#### [RECORDS PROVIDED]
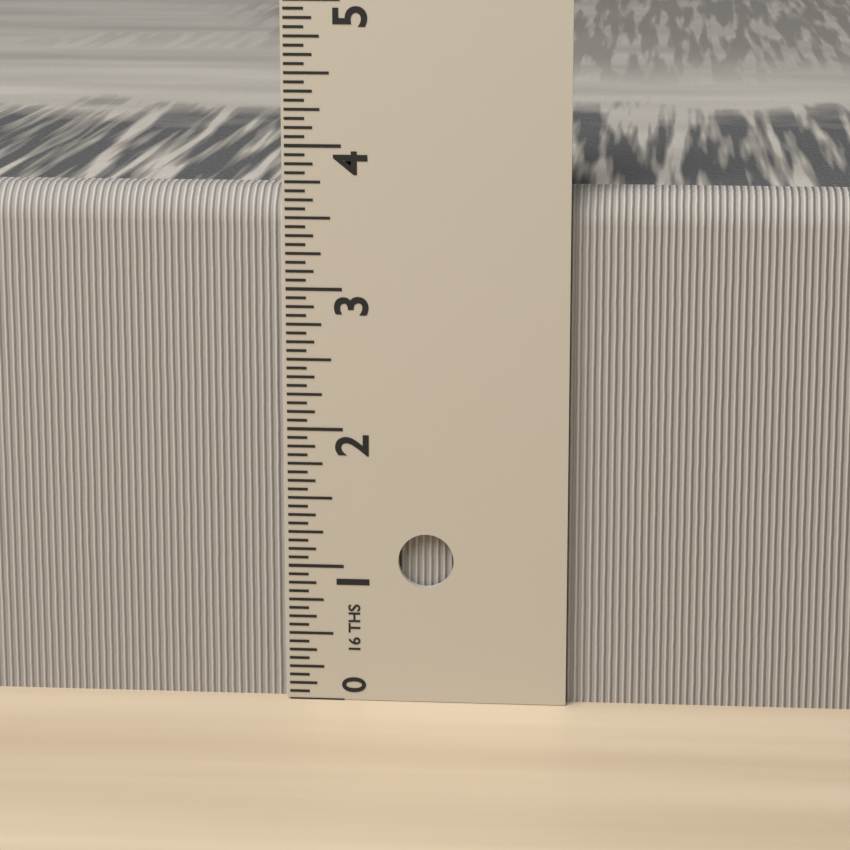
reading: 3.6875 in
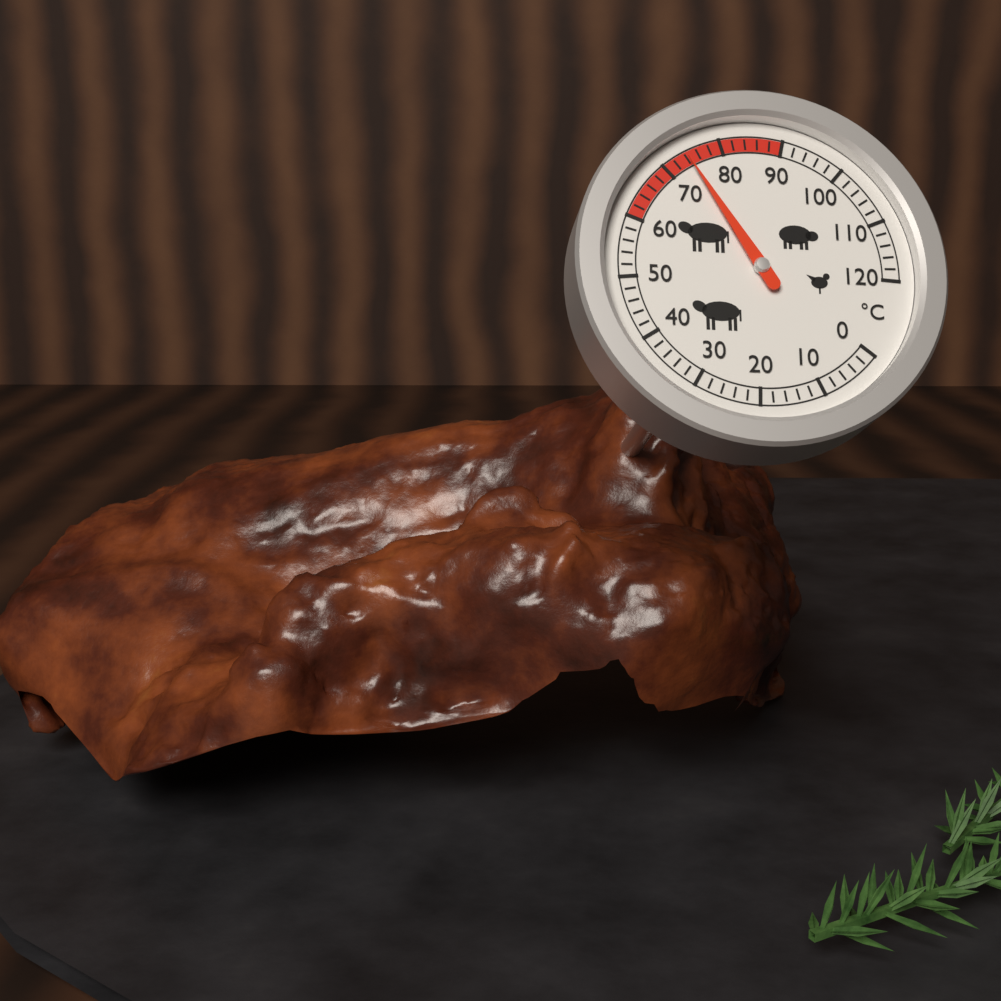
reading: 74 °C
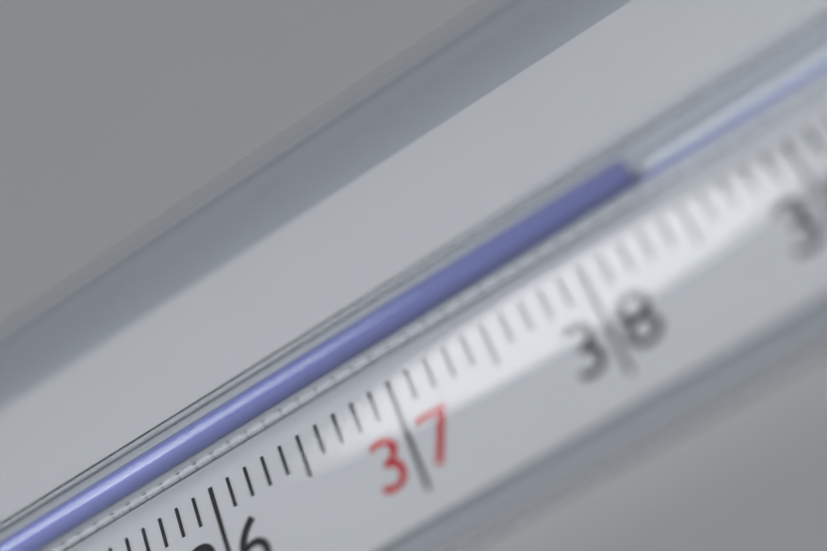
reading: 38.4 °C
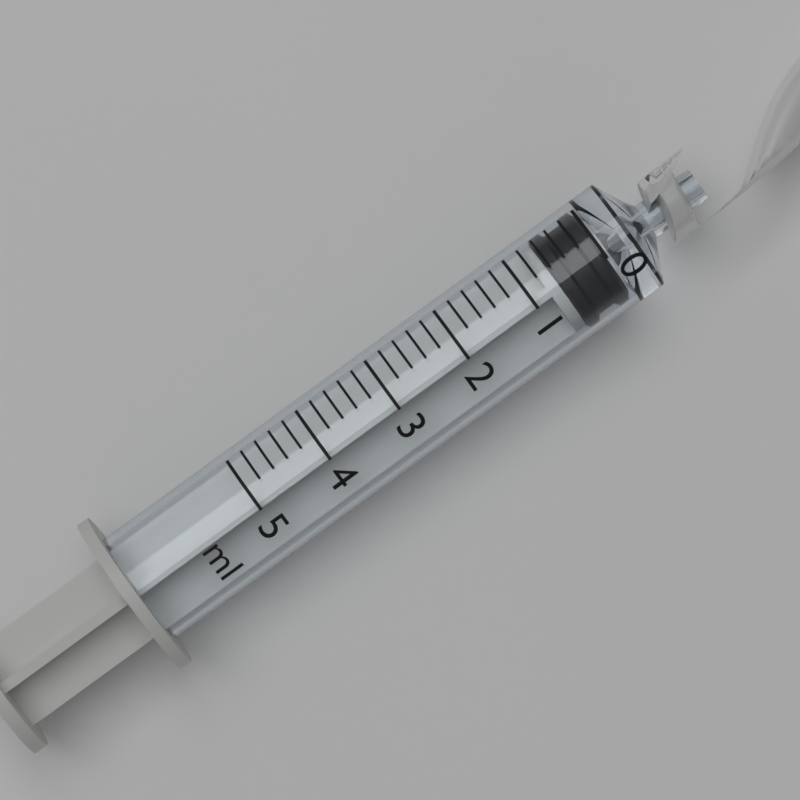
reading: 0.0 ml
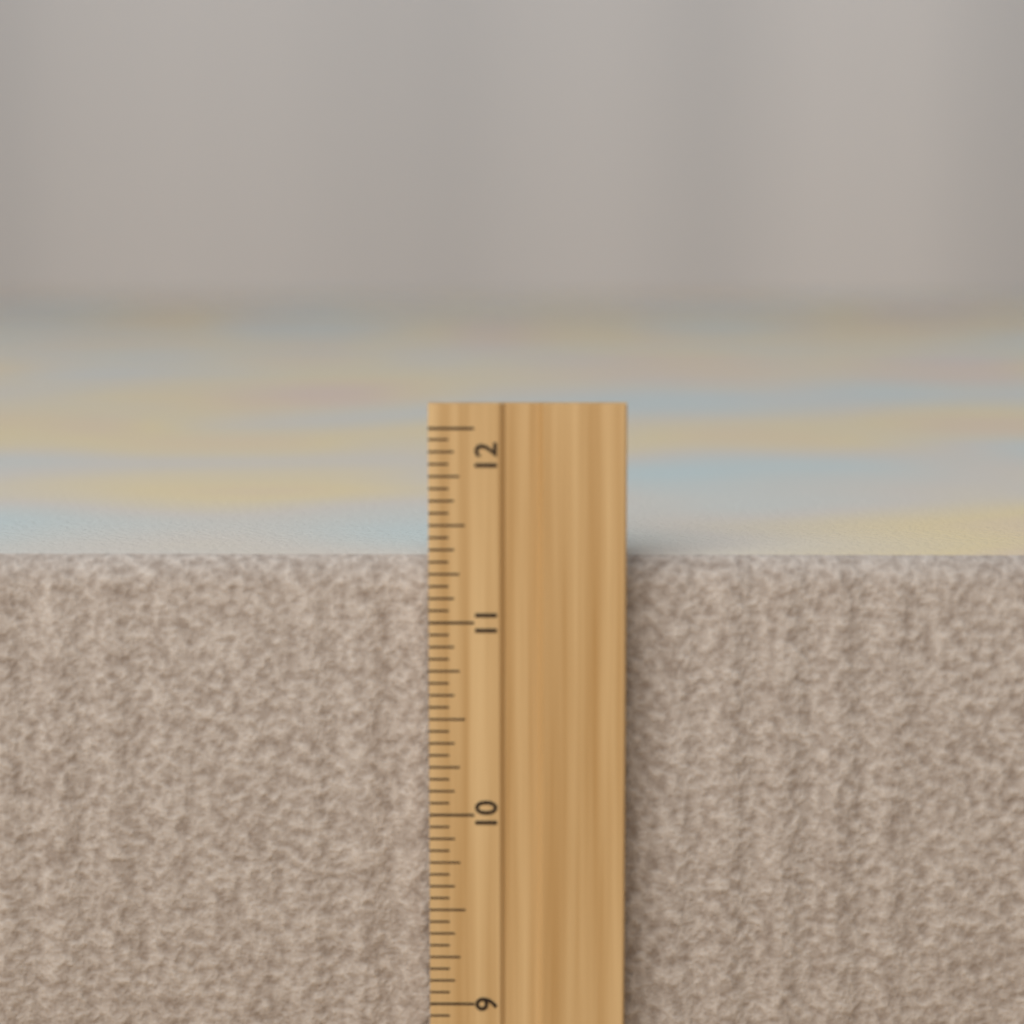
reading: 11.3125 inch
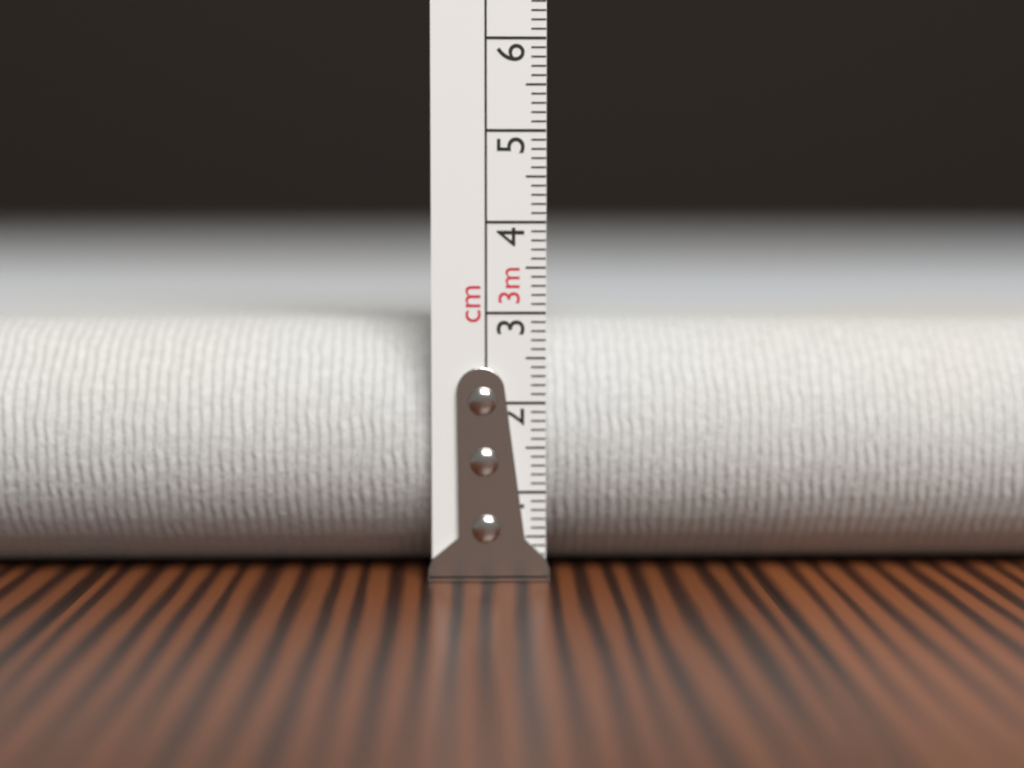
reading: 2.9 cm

#### [ASSIGNED TASK]
Return every line above exactly, omitting images.

#### [RESULT OF THE TASK]
reading: 3.6875 in
reading: 74 °C
reading: 38.4 °C
reading: 0.0 ml
reading: 11.3125 inch
reading: 2.9 cm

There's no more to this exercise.